I realised that I could bring River’s father into it, who hadn’t really been referred to at all. We know a bit about his mother, but we didn’t know about his father. So that automatically starts bringing out new depths, really, when you are writing such well-established characters. It wasn’t simply a matter of another story for these characters to perform in. It was another part of these characters’ lives that I haven’t looked at before. There’s quite a grimness about it, about that notion, which underlies the whole process of Spook Street. And then there was, of course, the bombs. I wrote a passage here as a deliberate tribute to city of Manchester and its response to the terrible bombing that occurred there [in 2017], the way that people can all stand together, even in times of distress, and say: ‘We are not afraid. We will not live our lives like this.’ I found the response very moving and I wanted to pay tribute to it.”
PUBLISHERS WEEKLY
In Herron's terrific, and terrifically funny, fourth Slough House novel (after 2016's Real Tigers), London's intelligence teams are on full alert after a suicide bomber kills dozens in a mall. But at Slough House, the home of British spies put out to pasture, the immediate need is to investigate the possible murder of one of its own, River Cartwright, apparently shot while seeing to his grandfather David Cartwright, a former powerful member of the Service, now a paranoid old man. Those in charge quickly figure out the people responsible for the bombing but don't understand the motive. Meanwhile, the Slough House team, led by the despicable Jackson Lamb, tries to figure out who would go after River. The search leads to France and a recently torched commune, an odd m nage of Americans, Russians, and children. The two plot lines slowly converge amid a heady mixture of deadpan humor, deft characterizations, and acute insight ("A loose bullet rips a hole in normality"). The title refers to a suspicious state of mind: "When you lived on Spook Street you wrapped up tight: watched every word, guarded every secret."
Customer Reviews
Fabulous
As good as the previous Slough House books. Twisty and turny, laugh out loud in places; Jackson supplying the laugh’s obviously. Just love the books and the tv series too.

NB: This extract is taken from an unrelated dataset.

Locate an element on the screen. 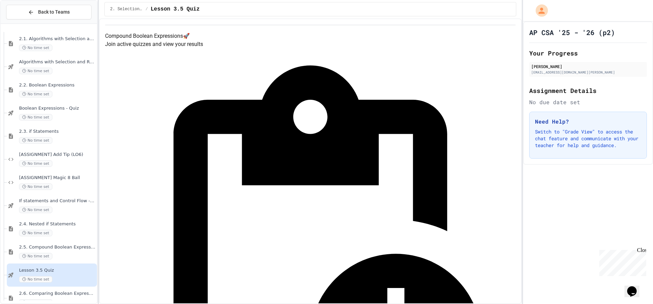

Always good to read about Slough House
I love the characters, the humour, and the plot.
French nightmare
London is hit by a shopping centre bomb killing many. River Cartwright’s grandfather - an ex spook - begins to go senile, and insists on visiting a burnt out ruin in the middle of France. Are these related? Our slow horses manage to unravel the many loose ends, proving they are less inept than they are assumed to be. Hilarious and tragic.